Use Your Own Solicitor: No pressure to use our recommended solicitors. Choose any qualified property solicitor you trust. We work with them professionally to verify deed of gift terms and ensure smooth completion.
Real Success Stories: Thomas Wright from Manchester escaped unwanted gifted property creating £680 monthly costs he couldn’t afford, completing sale 9 days after initial contact. Helen Morrison from Cardiff avoided £95,000 inheritance tax bill by selling immediately after receiving gift, then donor died 18 months later within the 7 year window that would have triggered massive tax liability if she’d still owned property. James Sullivan from Birmingham escaped dodgy cash buyer who dropped offer by £35,000 at completion, and completed with us at originally agreed price within 11 days.
Every day you delay selling unwanted gifted property costs you £16 to £23 in holding costs benefiting nobody except utility companies and insurance providers. Every month you wait increases inheritance tax risk if donor dies within 7 year window creating catastrophic tax bills on property you never purchased.

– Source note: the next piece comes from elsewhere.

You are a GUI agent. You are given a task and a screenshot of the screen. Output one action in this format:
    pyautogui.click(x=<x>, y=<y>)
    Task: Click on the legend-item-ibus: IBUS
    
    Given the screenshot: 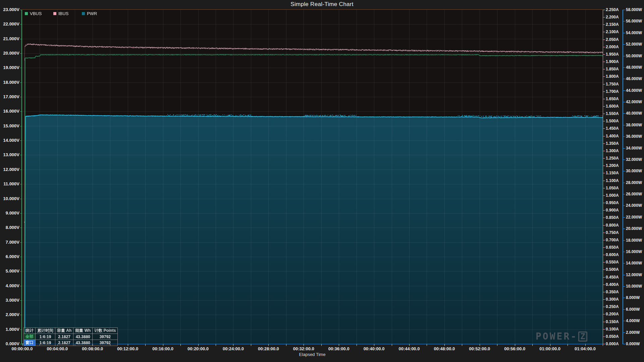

You did not ask for this property. Someone gifted it with good intentions, but good intentions don’t pay monthly bills or eliminate inheritance tax exposure. Gifted property that creates financial burden rather than financial benefit deserves immediate sale converting unwanted asset to useful cash you can deploy for your actual needs and priorities.
Request a call back from us today. We’ll provide guaranteed cash offer within 48 hours based on realistic property valuation and current market conditions. You’ll know exactly what you receive with zero uncertainty, zero renegotiation risk, and zero wasted months on estate agents or auctions that charge excessive fees whilst exposing you to inheritance tax time bombs.
Request Your Guaranteed Cash Offer: Complete the callback form now or call us directly. Take 3 minutes today to eliminate ongoing financial burden and inheritance tax exposure tomorrow. Freedom from unwanted gifted property starts with one decision to act now instead of waiting whilst costs mount and risks increase.
Whether you’re facing a tricky sale, navigating probate, or simply looking to sell fast without hassle, you’re in the right place. Our blog is packed with practical advice, expert insights, and real-life tips to help homeowners, landlords, and executors across England, Scotland and Wales make informed decisions — whatever the condition of their property.